A man answered her. It was my business partner, Ryan Caldwell.
“He trusts you,” Ryan replied quietly. “He will not read the clauses carefully.”
My stomach tightened as Sophia pulled me toward the pantry beside the kitchen.
Through the narrow gap in the door, I saw them sitting close together at the dining table, papers spread neatly before them like a carefully staged trap.
Victoria leaned back and said, “After the transfer, we activate the debt trigger, and he loses controlling interest within months.”
Ryan hesitated before asking, “And if he resists?”
Victoria’s voice dropped slightly. “He has been exhausted lately.

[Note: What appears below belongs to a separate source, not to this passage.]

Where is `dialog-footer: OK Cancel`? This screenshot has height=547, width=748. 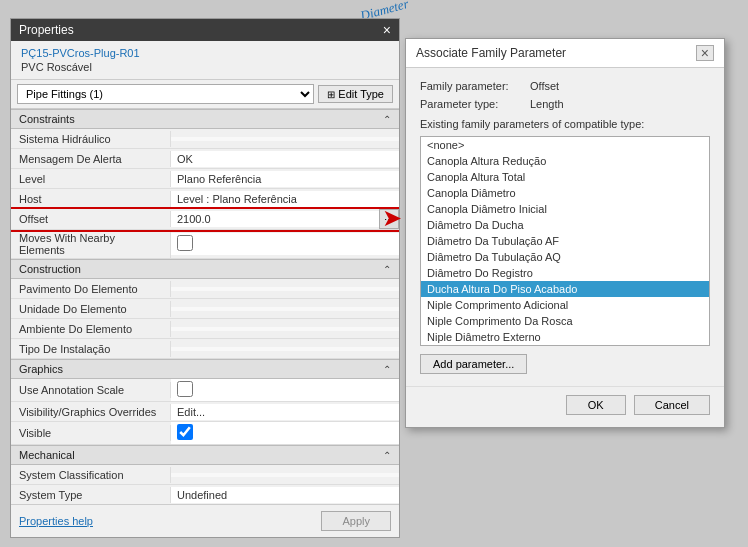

Stress does strange things to the body.”
A cold realization slid through me as memories aligned with horrifying clarity, including the dizziness, the nausea, and the metallic taste in my morning coffee that I had dismissed as fatigue.
Sophia leaned toward my ear and whispered, “I saw her add something to your cup two weeks ago, and I did not know how to tell you.”
For a moment I could not breathe, because betrayal is louder in silence than any shouted confession.
“I need you to leave now,” Sophia said firmly. “If they see you, they will destroy everything.”
I wanted to storm into the room and demand answers, yet survival required restraint rather than pride.
When Ryan stood up to pour himself a drink, Sophia deliberately dropped a metal tray in the hallway, and the crash drew both of them away from the documents in irritation.
“Clumsy,” Victoria snapped from the dining room.
In that brief distraction, Sophia pushed me through the service corridor toward the rear exit.
“Do not take your car,” she insisted. “It has company tracking.”
Outside, humid night air wrapped around us as we hurried toward her old gray sedan parked near the service road behind the property.